Sometimes Paul Gilson manages to catch a few fish.

This may not appear to be a world-shattering statement, since Paul is one of Southend's best known professional fishermen, as well as a long serving member of the Southend lifeboat crew.

Yet listen to the tales of the weird and wonderful items that Paul has dredged up in his nets and you can only marvel that a few sprats also found room to hitch a ride.

Much of this haul the part without gills has found its way to a grateful Southend Museum. Down the years Paul has acted as a sort of unofficial marine archaeologist to the institution and it was here, surrounded by his catch, that Paul talked to members of the Southend Pier Museum Foundation.

To Paul, the Thames Estuary is a place of ever-changing wonders, both animal and mineral. No one knows from one day to the next what treasures, or occasional horrors, will be thrown up. This world of mud and water can hide an object for centuries, then suddenly release it on a whim.

"You steam past a particular sandbank for years and it always looks the same," he said. "Then suddenly one day you find it's shifted and you see a line of posts, and you've discovered a wreck."

Over many years, Paul has learnt to recognise the signs a tug on the nets, a loss of steerage. It could be just a pile of mud - "We catch a lot of mud," Paul said but equally it could be another release, courtesy of Davy Jones.

The Gilson family trawl includes a complete Volkswagen beetle, a Merlin aircraft engine in good enough condition to be reused, half a grand piano, a budgerigar that flew into the wheelhouse, a Gurkha khukuri knife, a set of drumsticks, a supermarket trolley, a Victorian half-length boot (minus the Victorian owner), and a 50-foot long tablecloth from a P&O liner.

Large or small, there is no hiding place for these objects once they've been hauled into the Gilson boat. The practiced fisherman's fingers will always pick out something novel.

"We work our way very carefully through the catch," Paul explained. "Some of it is very good at hiding, A Dover sole can roll itself up into a very tight ball. You don't want to miss it. It's worth a quid, more on the London market."

The delicacy of this fingertip operation may surprise those who think of fishing as all heave and haul. It's not unlike the way an archaeologist works, sifting slowly through a patch of earth, and it yields results in the same way. "You soon notice anything unusual, and if something radiates the fact that it's a bit different, I want to know what it is," Paul said.

Of course, even when the object is clearly identified, there always remains an element of mystery. "How did they get out there," Paul mused. "Who went to all that effort to dump them in the middle of the Estuary, and why?"

Who, for instance, dropped a bottle of premium quality champagne into the middle of the Medway Channel? After dredging up the bottle, Paul took it to a friend he describes as "champagne mad he'd bathe in the stuff if he could."

The wine inside still packed some fizz and was pronounced quite drinkable.

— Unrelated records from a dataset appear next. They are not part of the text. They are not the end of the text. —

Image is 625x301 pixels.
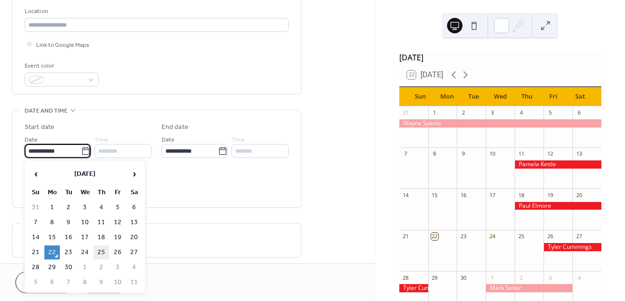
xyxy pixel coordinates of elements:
[431,191,439,198] div: 15
[28,260,43,274] td: 28
[434,87,460,106] div: Mon
[110,275,125,289] td: 10
[77,215,93,229] td: 10
[518,150,525,157] div: 11
[431,274,439,281] div: 29
[110,260,125,274] td: 3
[547,109,554,116] div: 5
[44,260,60,274] td: 29
[77,275,93,289] td: 8
[61,200,76,214] td: 2
[489,191,496,198] div: 17
[110,200,125,214] td: 5
[489,150,496,157] div: 10
[61,215,76,229] td: 9
[576,233,583,240] div: 27
[44,185,60,199] th: Mo
[25,122,55,132] div: Start date
[36,40,89,50] span: Link to Google Maps
[460,150,467,157] div: 9
[162,122,189,132] div: End date
[94,230,109,244] td: 18
[94,260,109,274] td: 2
[486,284,573,292] div: Mark Seiter
[110,215,125,229] td: 12
[544,243,602,251] div: Tyler Cummings
[94,275,109,289] td: 9
[95,135,108,145] span: Time
[94,185,109,199] th: Th
[515,160,602,168] div: Pamela Kettle
[400,119,602,127] div: Wayne Sparks
[28,215,43,229] td: 7
[162,135,175,145] span: Date
[61,230,76,244] td: 16
[44,215,60,229] td: 8
[407,87,434,106] div: Sun
[547,233,554,240] div: 26
[126,275,142,289] td: 11
[232,135,245,145] span: Time
[403,233,410,240] div: 21
[61,260,76,274] td: 30
[431,109,439,116] div: 1
[28,275,43,289] td: 5
[400,284,429,292] div: Tyler Cummings
[61,245,76,259] td: 23
[110,185,125,199] th: Fr
[460,191,467,198] div: 16
[15,271,75,293] button: Cancel
[44,230,60,244] td: 15
[94,200,109,214] td: 4
[400,52,602,63] div: [DATE]
[126,185,142,199] th: Sa
[515,202,602,210] div: Paul Elmore
[547,191,554,198] div: 19
[518,191,525,198] div: 18
[25,6,287,16] div: Location
[126,260,142,274] td: 4
[518,274,525,281] div: 2
[77,245,93,259] td: 24
[489,233,496,240] div: 24
[28,164,43,183] span: ‹
[576,109,583,116] div: 6
[431,233,439,240] div: 22
[460,87,487,106] div: Tue
[403,150,410,157] div: 7
[576,150,583,157] div: 13
[460,109,467,116] div: 2
[77,230,93,244] td: 17
[110,245,125,259] td: 26
[403,274,410,281] div: 28
[94,245,109,259] td: 25
[460,274,467,281] div: 30
[489,274,496,281] div: 1
[77,260,93,274] td: 1
[28,185,43,199] th: Su
[61,185,76,199] th: Tu
[28,230,43,244] td: 14
[28,245,43,259] td: 21
[25,61,97,71] div: Event color
[77,185,93,199] th: We
[514,87,541,106] div: Thu
[44,164,125,184] th: [DATE]
[547,274,554,281] div: 3
[518,233,525,240] div: 25
[94,215,109,229] td: 11
[28,200,43,214] td: 31
[25,106,68,116] span: Date and time
[126,230,142,244] td: 20
[126,245,142,259] td: 27
[127,164,141,183] span: ›
[126,200,142,214] td: 6
[126,215,142,229] td: 13
[487,87,514,106] div: Wed
[460,233,467,240] div: 23
[44,245,60,259] td: 22
[25,135,38,145] span: Date
[403,191,410,198] div: 14
[518,109,525,116] div: 4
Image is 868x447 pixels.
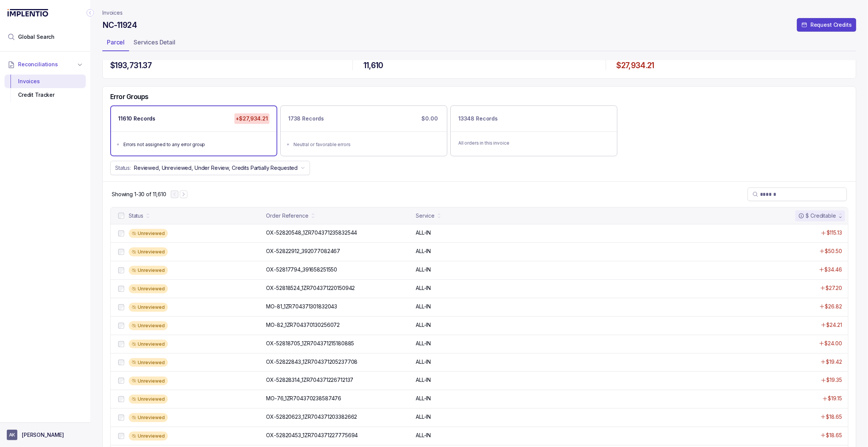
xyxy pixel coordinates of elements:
div: Unreviewed [128,266,168,275]
p: MO-76_1ZR704370238587476 [266,394,342,402]
p: [PERSON_NAME] [22,431,64,439]
p: $34.46 [825,266,843,273]
p: 13348 Records [459,115,498,122]
input: checkbox-checkbox [118,414,124,420]
button: Reconciliations [5,56,86,73]
input: checkbox-checkbox [118,230,124,236]
div: Unreviewed [128,303,168,312]
div: Invoices [10,75,80,88]
p: Status: [115,164,131,172]
p: $18.65 [827,431,843,439]
span: Global Search [18,33,54,41]
p: 1738 Records [288,115,324,122]
p: $19.35 [827,376,843,384]
p: OX-52820548_1ZR704371235832544 [266,229,358,236]
p: Parcel [107,38,124,47]
div: Remaining page entries [112,190,166,198]
div: Unreviewed [128,376,168,385]
div: Status [128,212,144,220]
input: checkbox-checkbox [118,433,124,439]
p: $26.82 [825,303,843,310]
p: ALL-IN [416,284,431,292]
p: OX-52822843_1ZR704371205237708 [266,358,358,365]
div: Order Reference [266,212,308,220]
button: User initials[PERSON_NAME] [7,429,84,440]
nav: breadcrumb [102,9,123,16]
h5: Error Groups [111,93,149,101]
p: OX-52818524_1ZR704371220150942 [266,284,355,292]
div: Service [416,212,435,220]
p: ALL-IN [416,247,431,255]
div: Unreviewed [128,321,168,330]
div: Neutral or favorable errors [294,141,439,148]
p: All orders in this invoice [459,139,610,147]
input: checkbox-checkbox [118,341,124,347]
div: Unreviewed [128,358,168,367]
p: OX-52820623_1ZR704371203382662 [266,413,358,420]
p: ALL-IN [416,413,431,420]
p: MO-81_1ZR704371301832043 [266,303,338,310]
span: Reconciliations [18,60,58,68]
div: $ Creditable [799,212,836,220]
p: $24.00 [825,339,843,347]
h4: $27,934.21 [617,60,849,71]
p: $24.21 [827,321,843,329]
p: ALL-IN [416,431,431,439]
div: Unreviewed [128,394,168,404]
p: ALL-IN [416,394,431,402]
div: Unreviewed [128,284,168,293]
div: Reconciliations [5,73,86,104]
p: 11610 Records [118,115,155,122]
div: Unreviewed [128,413,168,422]
input: checkbox-checkbox [118,213,124,218]
div: Unreviewed [128,431,168,440]
p: $27.20 [826,284,843,292]
button: Next Page [180,190,187,198]
input: checkbox-checkbox [118,323,124,329]
p: $18.65 [827,413,843,420]
span: User initials [7,429,17,440]
p: OX-52818705_1ZR704371215180885 [266,339,354,347]
div: Errors not assigned to any error group [124,141,269,148]
div: Collapse Icon [86,8,95,17]
input: checkbox-checkbox [118,286,124,292]
p: OX-52828314_1ZR704371226712137 [266,376,354,384]
button: Status:Reviewed, Unreviewed, Under Review, Credits Partially Requested [111,161,310,175]
input: checkbox-checkbox [118,378,124,384]
input: checkbox-checkbox [118,396,124,402]
p: Services Detail [134,38,175,47]
p: $50.50 [825,247,843,255]
a: Invoices [102,9,123,16]
input: checkbox-checkbox [118,359,124,365]
p: ALL-IN [416,358,431,365]
h4: 11,610 [363,60,595,71]
p: +$27,934.21 [234,113,269,124]
div: Unreviewed [128,229,168,238]
p: ALL-IN [416,229,431,236]
div: Unreviewed [128,247,168,256]
p: OX-52822912_392077082467 [266,247,341,255]
p: Reviewed, Unreviewed, Under Review, Credits Partially Requested [134,164,298,172]
p: Showing 1-30 of 11,610 [112,190,166,198]
p: Request Credits [811,21,852,29]
div: Unreviewed [128,339,168,349]
p: ALL-IN [416,266,431,273]
p: ALL-IN [416,321,431,329]
p: $115.13 [827,229,843,236]
div: Credit Tracker [10,88,80,102]
ul: Tab Group [102,36,857,51]
p: MO-82_1ZR704370130256072 [266,321,340,329]
p: ALL-IN [416,339,431,347]
h4: NC-11924 [102,20,137,30]
p: OX-52817794_391658251550 [266,266,338,273]
button: Request Credits [797,18,857,32]
p: ALL-IN [416,376,431,384]
p: $19.15 [828,394,843,402]
input: checkbox-checkbox [118,267,124,273]
li: Tab Parcel [102,36,129,51]
p: ALL-IN [416,303,431,310]
p: $0.00 [420,113,439,124]
input: checkbox-checkbox [118,304,124,310]
p: OX-52820453_1ZR704371227775694 [266,431,358,439]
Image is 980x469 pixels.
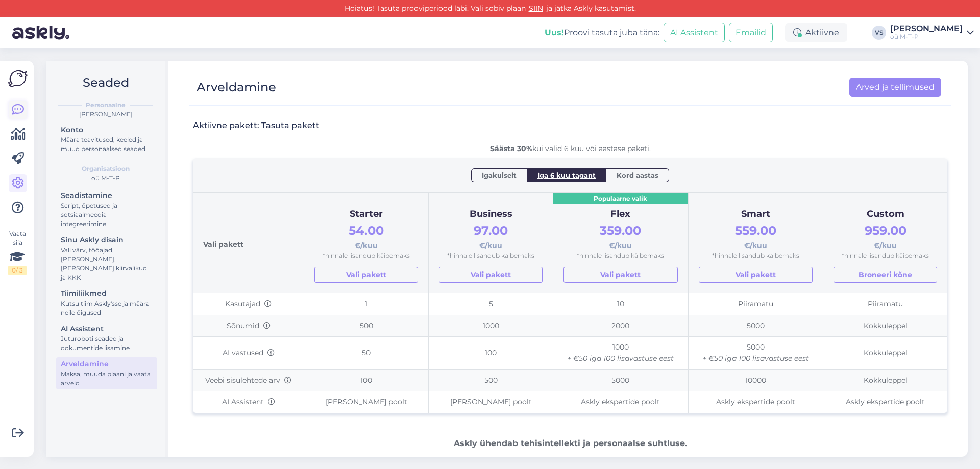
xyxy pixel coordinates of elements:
[61,135,153,154] div: Määra teavitused, keeled ja muud personaalsed seaded
[61,235,153,245] div: Sinu Askly disain
[193,391,304,413] td: AI Assistent
[61,359,153,369] div: Arveldamine
[664,23,725,42] button: AI Assistent
[439,251,543,261] div: *hinnale lisandub käibemaks
[54,173,157,183] div: oü M-T-P
[56,322,157,354] a: AI AssistentJuturoboti seaded ja dokumentide lisamine
[56,123,157,155] a: KontoMäära teavitused, keeled ja muud personaalsed seaded
[824,369,947,391] td: Kokkuleppel
[454,439,687,448] b: Askly ühendab tehisintellekti ja personaalse suhtluse.
[545,27,659,39] div: Proovi tasuta juba täna:
[553,293,688,315] td: 10
[349,223,384,238] span: 54.00
[56,357,157,389] a: ArveldamineMaksa, muuda plaani ja vaata arveid
[563,267,678,283] a: Vali pakett
[314,221,418,251] div: €/kuu
[553,369,688,391] td: 5000
[834,267,937,283] button: Broneeri kõne
[439,221,543,251] div: €/kuu
[54,73,157,93] h2: Seaded
[688,369,824,391] td: 10000
[699,251,813,261] div: *hinnale lisandub käibemaks
[473,223,508,238] span: 97.00
[824,391,947,413] td: Askly ekspertide poolt
[834,207,937,221] div: Custom
[834,251,937,261] div: *hinnale lisandub käibemaks
[538,170,596,180] span: Iga 6 kuu tagant
[890,25,974,41] a: [PERSON_NAME]oü M-T-P
[490,144,532,153] b: Säästa 30%
[688,315,824,337] td: 5000
[824,293,947,315] td: Piiramatu
[567,354,674,363] i: + €50 iga 100 lisavastuse eest
[54,110,157,119] div: [PERSON_NAME]
[872,25,886,40] div: VS
[688,337,824,369] td: 5000
[688,391,824,413] td: Askly ekspertide poolt
[729,23,773,42] button: Emailid
[56,189,157,230] a: SeadistamineScript, õpetused ja sotsiaalmeedia integreerimine
[304,391,429,413] td: [PERSON_NAME] poolt
[699,267,813,283] a: Vali pakett
[545,28,564,37] b: Uus!
[56,286,157,319] a: TiimiliikmedKutsu tiim Askly'sse ja määra neile õigused
[553,193,688,204] div: Populaarne valik
[193,437,947,462] div: Toetame parimaid tiime, igal ajal, igas kanalis, igas keeles.
[304,337,429,369] td: 50
[429,391,553,413] td: [PERSON_NAME] poolt
[304,369,429,391] td: 100
[849,78,941,97] a: Arved ja tellimused
[61,323,153,334] div: AI Assistent
[61,125,153,135] div: Konto
[563,207,678,221] div: Flex
[193,144,947,154] div: kui valid 6 kuu või aastase paketi.
[193,337,304,369] td: AI vastused
[439,207,543,221] div: Business
[703,354,809,363] i: + €50 iga 100 lisavastuse eest
[193,120,320,131] h3: Aktiivne pakett: Tasuta pakett
[429,369,553,391] td: 500
[699,207,813,221] div: Smart
[61,190,153,201] div: Seadistamine
[8,266,27,275] div: 0 / 3
[526,4,546,13] a: SIIN
[553,315,688,337] td: 2000
[429,315,553,337] td: 1000
[890,33,962,41] div: oü M-T-P
[563,221,678,251] div: €/kuu
[688,293,824,315] td: Piiramatu
[193,369,304,391] td: Veebi sisulehtede arv
[61,245,153,282] div: Vali värv, tööajad, [PERSON_NAME], [PERSON_NAME] kiirvalikud ja KKK
[193,315,304,337] td: Sõnumid
[824,337,947,369] td: Kokkuleppel
[553,391,688,413] td: Askly ekspertide poolt
[314,267,418,283] a: Vali pakett
[429,337,553,369] td: 100
[439,267,543,283] a: Vali pakett
[8,229,27,275] div: Vaata siia
[314,207,418,221] div: Starter
[193,293,304,315] td: Kasutajad
[56,233,157,284] a: Sinu Askly disainVali värv, tööajad, [PERSON_NAME], [PERSON_NAME] kiirvalikud ja KKK
[61,201,153,228] div: Script, õpetused ja sotsiaalmeedia integreerimine
[482,170,517,180] span: Igakuiselt
[824,315,947,337] td: Kokkuleppel
[304,293,429,315] td: 1
[81,164,129,173] b: Organisatsioon
[203,203,294,283] div: Vali pakett
[600,223,641,238] span: 359.00
[86,100,125,110] b: Personaalne
[865,223,906,238] span: 959.00
[8,69,28,88] img: Askly Logo
[553,337,688,369] td: 1000
[429,293,553,315] td: 5
[61,369,153,388] div: Maksa, muuda plaani ja vaata arveid
[197,78,276,97] div: Arveldamine
[563,251,678,261] div: *hinnale lisandub käibemaks
[834,221,937,251] div: €/kuu
[785,23,847,42] div: Aktiivne
[304,315,429,337] td: 500
[616,170,659,180] span: Kord aastas
[61,299,153,318] div: Kutsu tiim Askly'sse ja määra neile õigused
[61,334,153,352] div: Juturoboti seaded ja dokumentide lisamine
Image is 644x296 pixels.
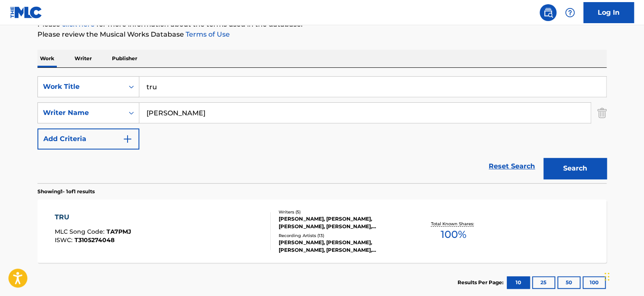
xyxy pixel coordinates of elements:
button: Search [543,158,606,179]
div: Recording Artists ( 13 ) [279,232,406,239]
span: TA7PMJ [106,228,131,235]
button: 100 [583,276,605,289]
a: Terms of Use [184,30,230,38]
span: T3105274048 [75,236,114,244]
p: Please review the Musical Works Database [37,29,606,39]
div: Help [561,4,578,21]
button: 10 [507,276,530,289]
div: Writer Name [43,108,119,118]
span: MLC Song Code : [55,228,106,235]
button: 50 [557,276,580,289]
form: Search Form [37,76,606,183]
img: Delete Criterion [597,102,606,123]
a: Log In [583,2,634,23]
button: 25 [532,276,555,289]
p: Work [37,50,57,67]
p: Writer [72,50,94,67]
div: [PERSON_NAME], [PERSON_NAME], [PERSON_NAME], [PERSON_NAME], [PERSON_NAME], DJ [PERSON_NAME], [PER... [279,239,406,254]
p: Total Known Shares: [430,221,476,227]
div: TRU [55,212,131,222]
img: 9d2ae6d4665cec9f34b9.svg [123,134,133,144]
p: Showing 1 - 1 of 1 results [37,188,95,195]
a: Public Search [539,4,556,21]
div: Drag [604,264,609,289]
a: Reset Search [484,157,539,176]
p: Publisher [109,50,140,67]
p: Results Per Page: [457,279,505,286]
button: Add Criteria [37,128,139,149]
a: TRUMLC Song Code:TA7PMJISWC:T3105274048Writers (5)[PERSON_NAME], [PERSON_NAME], [PERSON_NAME], [P... [37,199,606,262]
img: MLC Logo [10,6,42,19]
div: [PERSON_NAME], [PERSON_NAME], [PERSON_NAME], [PERSON_NAME], [PERSON_NAME] [279,215,406,230]
span: ISWC : [55,236,75,244]
iframe: Chat Widget [602,255,644,296]
div: Work Title [43,82,119,92]
span: 100 % [440,227,466,242]
img: search [543,8,553,18]
div: Writers ( 5 ) [279,209,406,215]
img: help [565,8,575,18]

By an extraordinary coincidence, it was Paul who dredged up a bottle marked Gilson's Bloater Paste, and made by Gilson of New Bond Street.

The jar turned out to be something of a fishy business in more ways than one. "We couldn't trace anything about Gilson's paste in the family history," Paul said.

Unlike other fishermen, Paul has been less successful in terms of catching gold bullion bars or Rolex watches. Yet the water did present him with an even rarer treasure, a piece of pure amber. These were made up as necklaces for Paul's wife, Heather, and two daughters. "And when we get grandchildren, there's some left over for them as well," he added.

Paul Gilson is a fisherman to his marrow, who lies awake at night because he is so excited at the thought of going to work the next day. And, being a fisherman, he naturally enjoyed regaling his audience with the story of the treasure that got away.

"It's lying there on the deck," he recalled. "We approach it, then wham, a big fish drops out of the net and smashes it to bits."

Crockery of one sort or another forms the bulk of the history lesson netted by Paul. Some of this earthenware, notably the late 16th century Bellarmine bottles often used for charms and witches' spells, can be both decorative and valuable. Paul, though, prefers to hand it on to the museum.

"They know how to look after these things, and it's a pleasure to see them giving people pleasure," he says.

The size and range of the yield is in its own way a testimony to successful environmental policy in the Thames Estuary. "The sort of fishing that we do is very gentle," Paul said. "It's not like the much more disruptive fishing that's done in other parts of Europe. It means that the seabed isn't damaged, and it will go on protecting objects like these for hundreds of years."

The objects that Paul Gilson raised from the deep may have belonged to dead people, they may even from time to time be dead people, yet as far as he is concerned, they are all part of the mystery and wonder of the sea.

"People say the Thames Estuary is dying, but they simply don't look at it," Paul said. "The water is boiling with life and things to be discovered. You don't know what's out there until you start looking for it. We know more about the surface of the moon than we do about the sea off our shores."